The historic first image of a black hole was released by the Event Horizon Telescope (EHT) Collaboration on April 10, 2019. An international team of scientists used observations with the Event Horizon Telescope, a worldwide network of eight ground-based radio telescopes, to capture an image of the supermassive black hole at the heart of the supergiant elliptical galaxy Messier 87 (Virgo A).
The image is the first direct visual evidence for the existence of supermassive black holes and their shadows. It is the result of a decade of work that involved aligning countless working parts and obtaining the highest resolution possible from ground-based telescopes and then sifting through 5 petabytes (5 million gigabytes) of data using supercomputers to retrieve the final images.
The image released last week was taken in April 2017. It took researchers two years to process more than a petabyte of data collected by the EHT over four nights of observations. The image shows that there is a real event horizon, as predicted by general relativity. Even though black holes themselves are invisible, their effect on the material around them makes observations possible. The visible ring in the image is not the event horizon itself, but indicates a sphere of gravitationally lensed photons, bent by the gravity of the black hole.
The black hole’s gravity has a dramatic effect on the surrounding space, creating an accretion disk of gas and material that orbits the singularity at light speeds. The actual event horizon is about 2.5 times smaller than its shadow and spans just under 40 billion kilometres.
To make direct imaging of the black hole possible, eight telescopes around the world were linked together to work as a single interferometer: the Atacama Large Millimeter/submillimeter Array (ALMA) and the Atacama Pathfinder Experiment (APEX) in northern Chile, the IRAM 30-meter telescope in Spain, the James Clerk Maxwell Telescope (JCMT) and the Submillimeter Array (SMA) in Hawaii, the Large Millimeter Telescope Alfonso Serrano in Mexico, the Submillimeter Telescope (SMT) in Arizona, and the South Pole Telescope (SPT) in Antarctica.
The telescopes were synchronised by atomic clocks to work together as a single Event Horizon Telescope. The EHT used very-long-baseline interferometry (VLBI), a technique used in radio astronomy that makes it possible to collect a signal at multiple radio telescopes and achieve a resolution proportional to the observing frequency. In this instance, the angular resolution was 20 micro-arcseconds, one that would make it possible to read a newspaper in New York from a café in Paris. Each telescope produced about 350 terabytes of data per day during the observations and the data was combined and converted into an image by supercomputers at the Max Planck Institute for Radio Astronomy in Bonn, Germany and MIT Haystack Observatory in Massachusetts.
To ensure that the end result was valid, the EHT Collaboration tasked four separate teams with assembling an image based on the data collected from the observations on April 11. Once they compared the four images, which took seven weeks to create, the researchers found that each showed a ring that was roughly the same diameter and had a brighter segment in the southern portion.
Messier 87 is one of the brightest radio sources in the sky and has long been known to contain one of the most massive black holes known, which is why the galaxy’s active galactic nucleus has been nicknamed the Smoking Gun. The estimates for the mass of the galaxy’s central black hole ranged from 3.5 to 6.6 billion solar masses. The EHT released measurements as 6.5 billion solar masses, one of the highest known masses for a black hole.
Messier 87 was selected over other possible targets closer to Earth, such as Sagittarius A*, the black hole in our own galaxy, for several reasons. The main ones were the estimated mass of the black hole in M87, the galaxy’s relative proximity and its position in the sky. M87’s location in the Virgo Cluster makes it possible to observe the galaxy from all eight telescope locations around the world.
M87 was discovered by Charles Messier in March 1781, along with seven other bright Virgo Cluster members. It is the central galaxy of the Virgo A subcluster, the largest of the three dominant subgroups of galaxies in the cluster. The galaxy lies at the centre of the cluster, just to the south of Markarian’s Chain of galaxies.
The European Southern Observatory (ESO) released a 17-minute film that explores the efforts of the EHT collaboration that led to the image (below). The press conference held on April 10 is available here.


Below are the records; give the number of lines in them that include the word "terminal", and nothing more.

BEGIN Task data

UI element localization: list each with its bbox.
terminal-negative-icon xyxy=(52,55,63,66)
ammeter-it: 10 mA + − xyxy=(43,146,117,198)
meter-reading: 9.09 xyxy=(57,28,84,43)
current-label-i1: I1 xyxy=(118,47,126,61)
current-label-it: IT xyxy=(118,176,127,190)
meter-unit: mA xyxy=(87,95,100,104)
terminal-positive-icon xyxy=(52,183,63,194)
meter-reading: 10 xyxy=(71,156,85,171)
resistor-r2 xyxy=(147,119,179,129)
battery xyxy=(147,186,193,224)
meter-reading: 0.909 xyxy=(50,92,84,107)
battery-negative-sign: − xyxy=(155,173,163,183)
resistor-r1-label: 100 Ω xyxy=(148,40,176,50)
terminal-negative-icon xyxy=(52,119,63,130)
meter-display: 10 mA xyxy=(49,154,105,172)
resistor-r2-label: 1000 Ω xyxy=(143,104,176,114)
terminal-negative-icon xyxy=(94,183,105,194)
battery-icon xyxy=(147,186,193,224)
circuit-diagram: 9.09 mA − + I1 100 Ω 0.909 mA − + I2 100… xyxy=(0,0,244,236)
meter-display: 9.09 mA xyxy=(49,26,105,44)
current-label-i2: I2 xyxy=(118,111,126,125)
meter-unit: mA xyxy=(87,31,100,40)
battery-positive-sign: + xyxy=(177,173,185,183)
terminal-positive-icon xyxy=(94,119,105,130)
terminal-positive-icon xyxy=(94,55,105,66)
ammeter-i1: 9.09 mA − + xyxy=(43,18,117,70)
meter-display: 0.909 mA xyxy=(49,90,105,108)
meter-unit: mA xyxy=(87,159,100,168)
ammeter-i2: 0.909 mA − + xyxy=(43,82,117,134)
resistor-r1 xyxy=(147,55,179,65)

END Task data

● **Response to the task**
6